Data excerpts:
----------

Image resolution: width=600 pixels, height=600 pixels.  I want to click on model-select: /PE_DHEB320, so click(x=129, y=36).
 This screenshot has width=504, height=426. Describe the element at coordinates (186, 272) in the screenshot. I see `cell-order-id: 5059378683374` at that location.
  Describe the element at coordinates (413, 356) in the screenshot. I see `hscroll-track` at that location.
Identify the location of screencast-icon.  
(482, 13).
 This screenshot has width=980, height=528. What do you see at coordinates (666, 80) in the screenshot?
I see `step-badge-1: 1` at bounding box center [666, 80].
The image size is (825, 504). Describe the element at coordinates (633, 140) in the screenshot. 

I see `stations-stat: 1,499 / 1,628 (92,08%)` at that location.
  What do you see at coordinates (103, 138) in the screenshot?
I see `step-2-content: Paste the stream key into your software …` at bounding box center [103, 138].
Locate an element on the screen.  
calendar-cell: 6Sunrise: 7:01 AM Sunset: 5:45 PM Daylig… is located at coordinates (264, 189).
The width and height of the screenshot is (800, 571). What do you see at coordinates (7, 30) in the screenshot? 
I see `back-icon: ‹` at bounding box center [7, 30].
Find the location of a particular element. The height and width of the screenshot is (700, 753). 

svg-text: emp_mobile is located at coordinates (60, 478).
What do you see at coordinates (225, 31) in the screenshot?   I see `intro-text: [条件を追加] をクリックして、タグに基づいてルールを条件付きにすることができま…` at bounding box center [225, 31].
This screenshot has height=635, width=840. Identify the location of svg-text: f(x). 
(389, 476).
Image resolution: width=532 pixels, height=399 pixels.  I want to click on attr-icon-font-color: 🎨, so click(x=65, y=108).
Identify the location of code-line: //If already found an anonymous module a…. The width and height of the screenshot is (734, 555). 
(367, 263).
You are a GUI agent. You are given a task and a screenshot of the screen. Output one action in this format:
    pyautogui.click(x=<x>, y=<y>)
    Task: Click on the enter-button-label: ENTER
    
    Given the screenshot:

----------

> [EXERCISE PROMPT] The answer must be an exact copy of the lines from the one containing "This screenshot has height=635, width=840." through the last line of the records, both included.

> [PROBLEM SOLUTION]
This screenshot has height=635, width=840. Identify the location of svg-text: f(x). 
(389, 476).
Image resolution: width=532 pixels, height=399 pixels.  I want to click on attr-icon-font-color: 🎨, so click(x=65, y=108).
Identify the location of code-line: //If already found an anonymous module a…. The width and height of the screenshot is (734, 555). 
(367, 263).
You are a GUI agent. You are given a task and a screenshot of the screen. Output one action in this format:
    pyautogui.click(x=<x>, y=<y>)
    Task: Click on the enter-button-label: ENTER
    
    Given the screenshot:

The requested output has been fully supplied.